Engineering a Healthier Calorie: Metabolism Experts Leverage Plant Genetics to Tackle Twin Epidemics
In a UW–Madison greenhouse, “Super Corn” and “Super Soy” plants reach to the sun, giving hope for a future when baked goods and corn chips may help fix our obesity and diabetes epidemics.
It sounds like science fiction, but a Wisconsin Partnership Program (WPP) grant is helping UW researchers create corn and soybeans with much lower levels of the essential amino acids isoleucine and histidine. Research by metabolism expert Dudley Lamming, PhD, associate professor of medicine at the UW School of Medicine and Public Health, suggests that reducing these amino acids in the diet could lead to a 5 to 10 percent weight loss and better glucose tolerance. This could help improve public health in Wisconsin, where twin epidemics of obesity and diabetes mean that 70 percent of the people in the state are overweight, and another 30 percent are diabetic or prediabetic.
“We want to take a person eating a really unhealthy Western diet and substitute each component with components that are still delicious, but are just low in isoleucine,” said Lamming.
Lamming, who earned his PhD in experimental pathology at Harvard University, first used a WPP New Investigator grant in 2015 to show that reducing branched chain amino acids (BCAAs) in the diet of overweight, sedentary mice improved their insulin metabolism and weight without reducing the total number of calories they ate. His subsequent studies showed that reducing just one of the nine essential amino acids, isoleucine, was responsible.
“When we restricted the BCAAs, the fat mass and weight dropped dramatically and the mice became more insulin tolerant,’’ Lamming said. “They’re eating plenty of food, they’re happy, they’re healthy, but very little of their diet is isoleucine.’’
Lamming wondered if the mouse data translated to humans. He turned to colleagues at the Survey of the Health of Wisconsin (SHOW), an ongoing health survey and data repository of more than 6,000 Wisconsin residents. They analyzed SHOW data, including diet diaries and weight data from nearly 800 Wisconsinites, and found that people whose diets included a higher percentage of isoleucine and a second essential amino acid, histidine, in their diets also had higher body masses. This confirmed the mouse data.
While powdered medical diets exist that eliminate certain amino acids for people with metabolic syndromes — a group of conditions that can increase the risk of developing diabetes, heart disease and stroke — the powdered diets taste bitter, and people may not readily comply. Lamming envisions real food, only made with crops low in BCAAs.
Jacob Brunkard, PhD, an assistant professor of genetics in the UW–Madison College of Agricultural and Life Sciences, and an expert in plant metabolism, attended one of Lamming’s talks and was intrigued.
“I came up to him,” Brunkard recalled, “and said, ‘Should I just stop doing what I’m doing in my lab and make low isoleucine plants? Is that the way to go forward?’” And Lamming said, ‘Yes! Actually, it is!’ ‘’
Their interdisciplinary brainstorming led them to apply for a WPP Collaborative Health Sciences grant, resulting in an award of $600,000 over three years to Lamming and Brunkard and a multifacted team of UW–Madison collaborators.
Brunkard explained that plant breeders have been targeting essential amino acids for decades, trying to develop crops with a complete complement of protein. Their WPP research envisions Brunkard’s lab creating soy and corn plants with reduced levels of the problematic BCAAs, and then Lamming’s group feeding the beans and corn from those plants to the mice, to see if it improves their metabolism.
“The advantage of Jacob’s approach is that you’re going to make corn flour, and then you can make cornbread or chips, anything you can make with corn. Soy can be made into anything,’’ Lamming said.
Their findings will inform future studies that, if successful, may lead to a day when Wisconsin farmers grow crops that result in delicious real food that promotes health and reduces the risk of diseases like diabetes and obesity.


• PROBLEM DESCRIPTION: Reproduce the records below exactly, but only between the lines holding "Where is bicycle wheel?" and "I am looking", inclusive.

• ENTRIES SHOWN:
Content starts

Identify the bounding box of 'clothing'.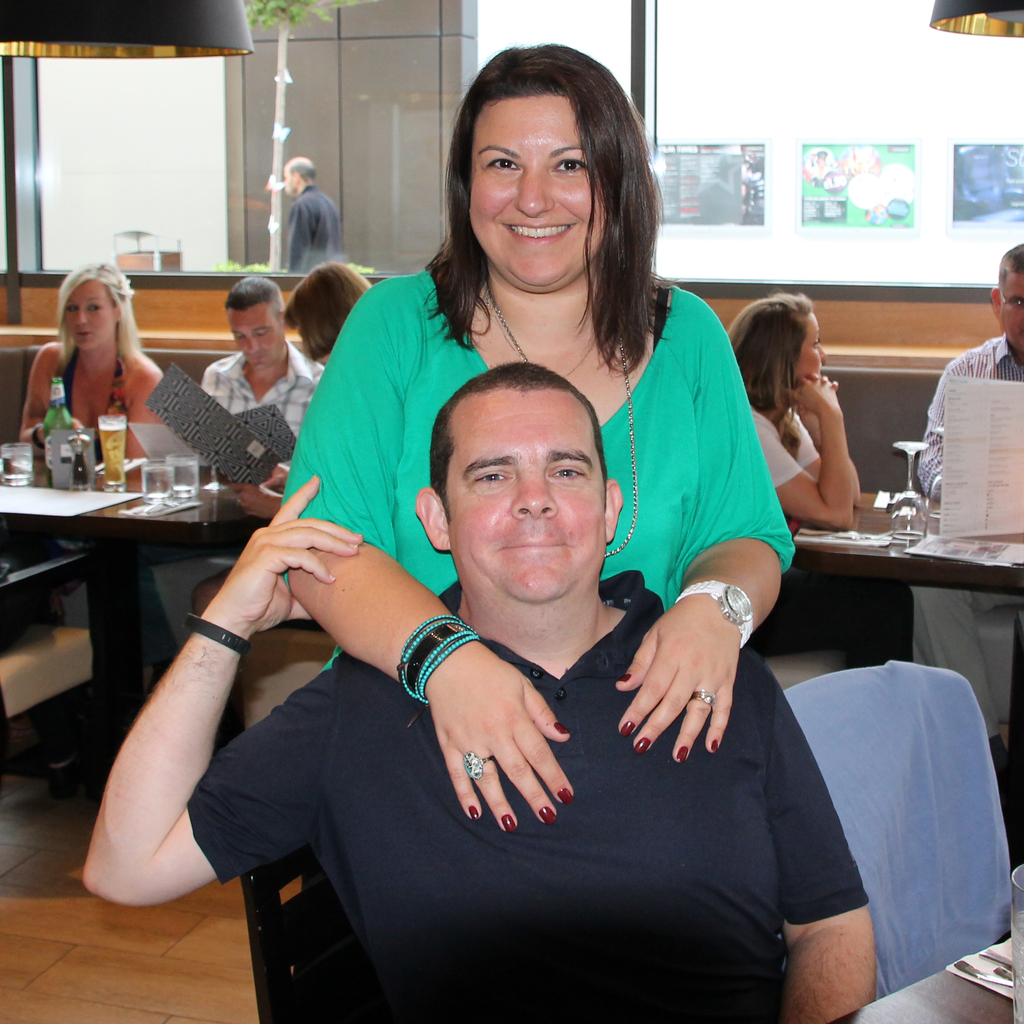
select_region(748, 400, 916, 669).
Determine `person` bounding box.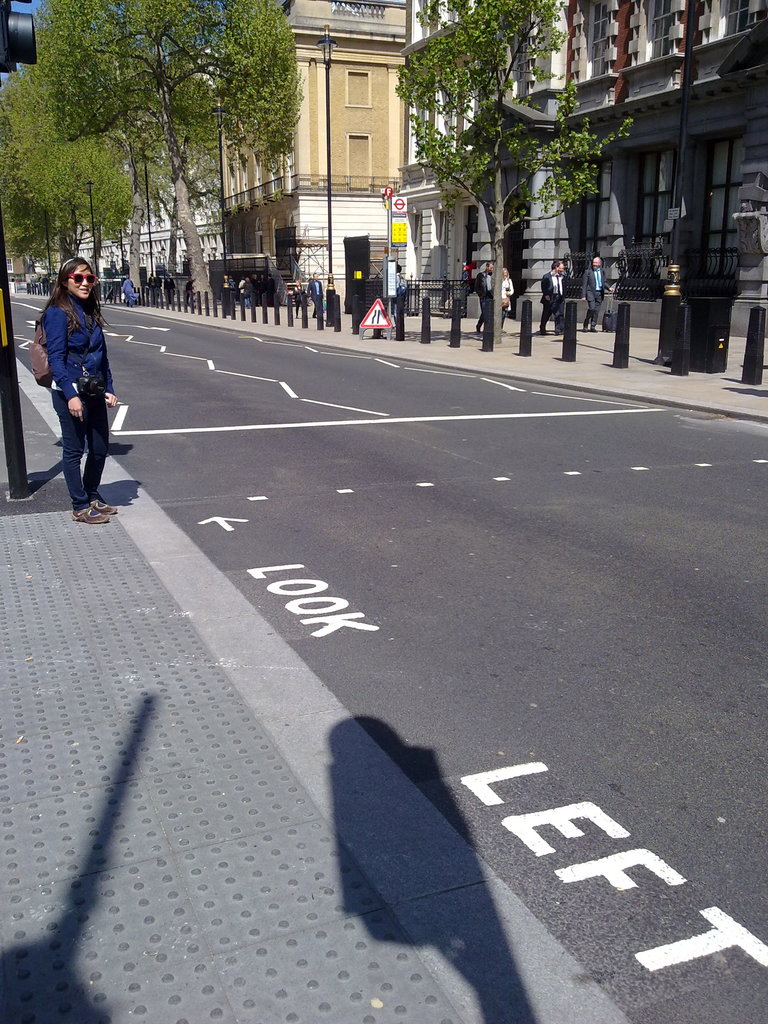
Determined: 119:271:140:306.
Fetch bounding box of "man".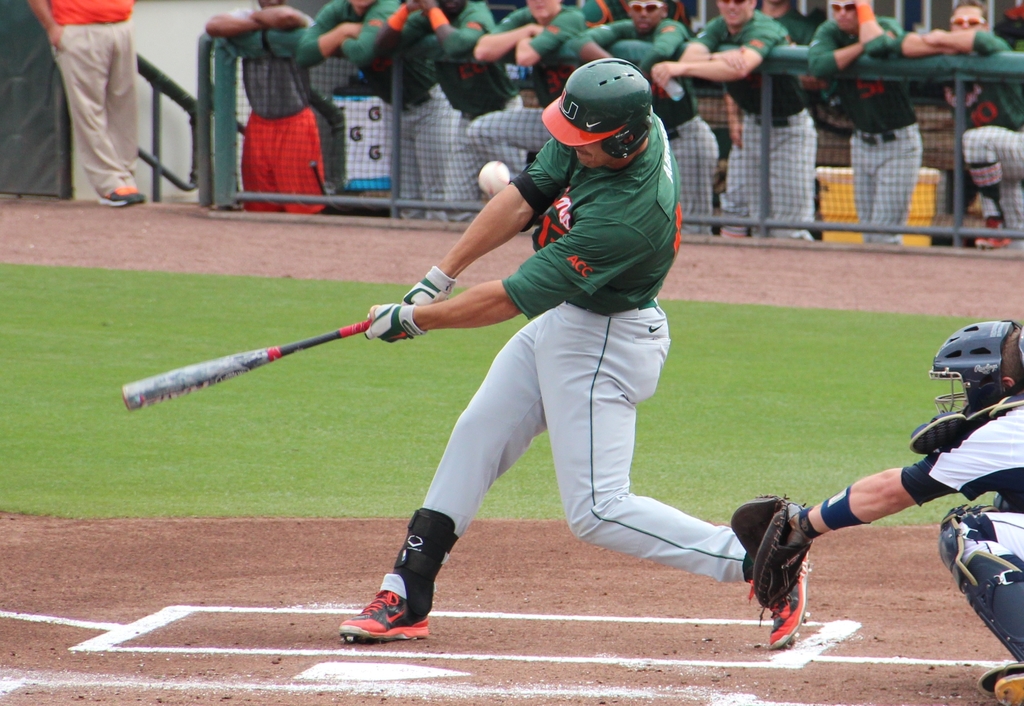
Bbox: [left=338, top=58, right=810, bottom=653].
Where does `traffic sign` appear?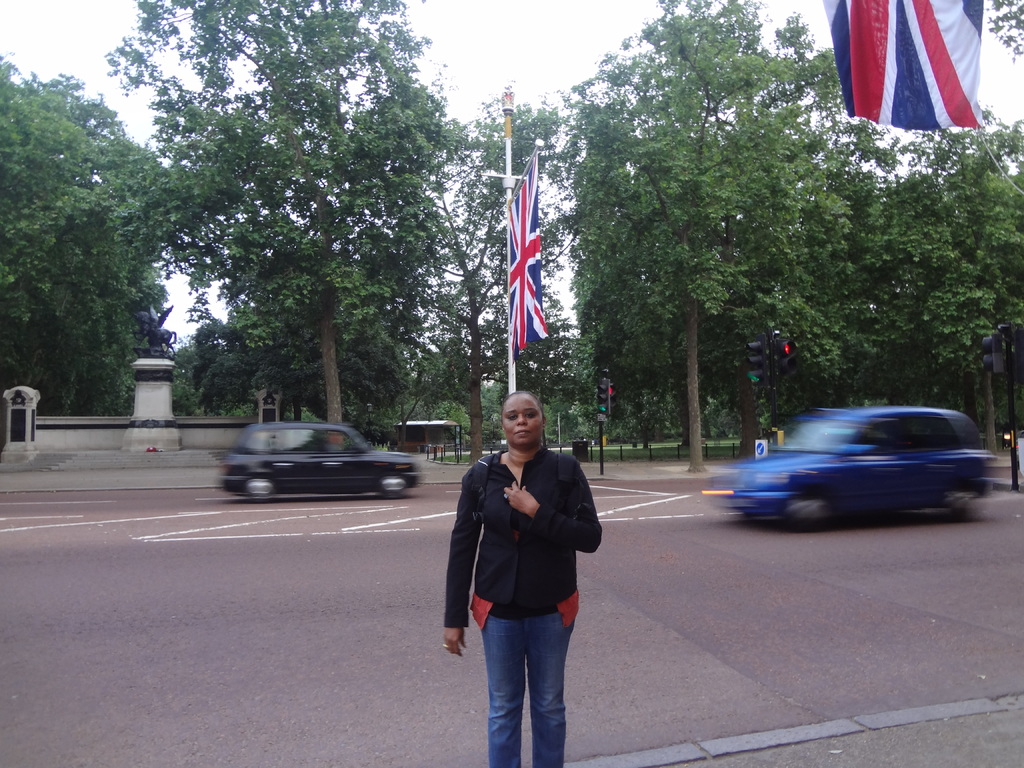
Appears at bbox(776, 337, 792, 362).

Content ends
Content starts

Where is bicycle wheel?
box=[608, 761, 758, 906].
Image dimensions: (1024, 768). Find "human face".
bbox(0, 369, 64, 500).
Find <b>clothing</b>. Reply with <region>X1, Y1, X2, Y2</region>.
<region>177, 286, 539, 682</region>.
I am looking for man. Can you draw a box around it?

Content ends
Content starts

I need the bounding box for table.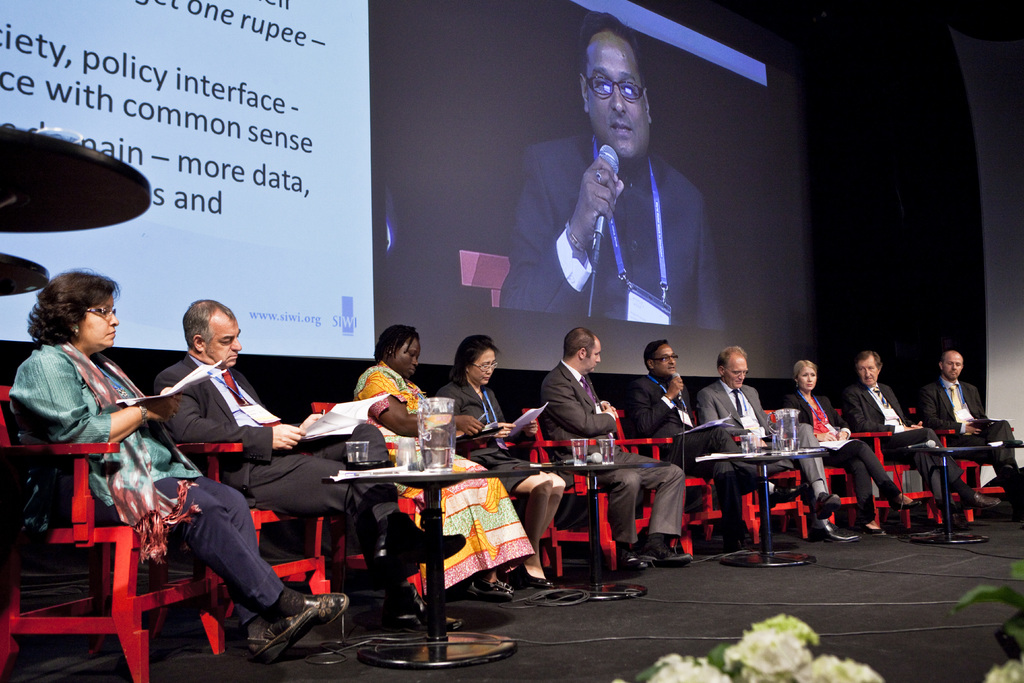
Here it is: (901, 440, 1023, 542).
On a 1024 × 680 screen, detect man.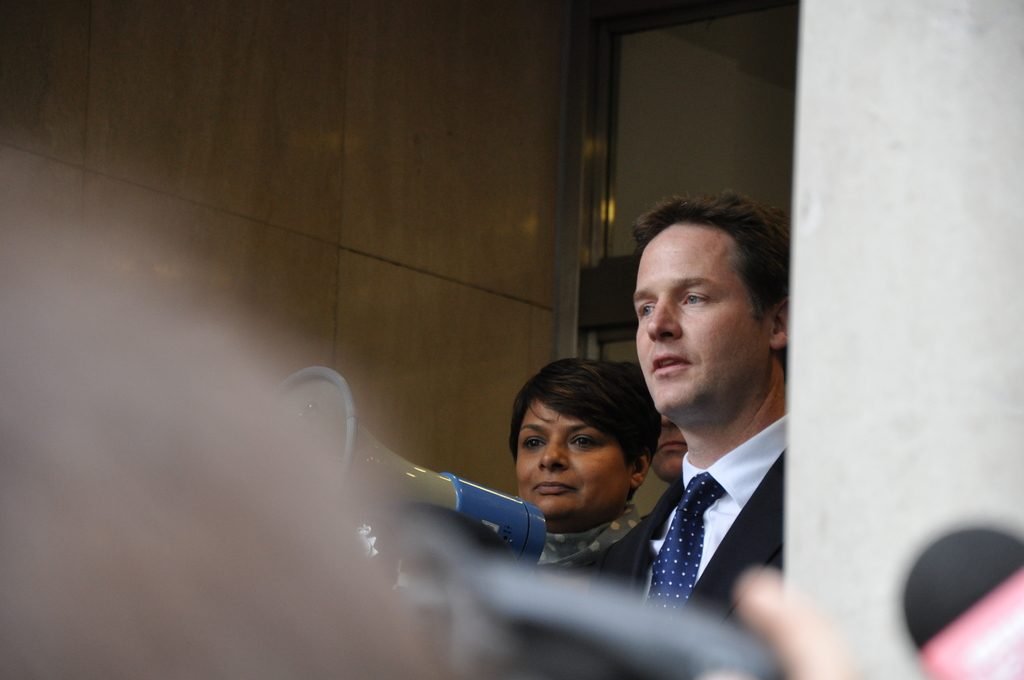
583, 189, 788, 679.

Content ends

• REPLY TO THE EXERCISE:
Where is bicycle wheel?
box=[608, 761, 758, 906].
Image dimensions: (1024, 768). Find "human face".
bbox(0, 369, 64, 500).
Find <b>clothing</b>. Reply with <region>X1, Y1, X2, Y2</region>.
<region>177, 286, 539, 682</region>.
I am looking for man. Can you draw a box around it?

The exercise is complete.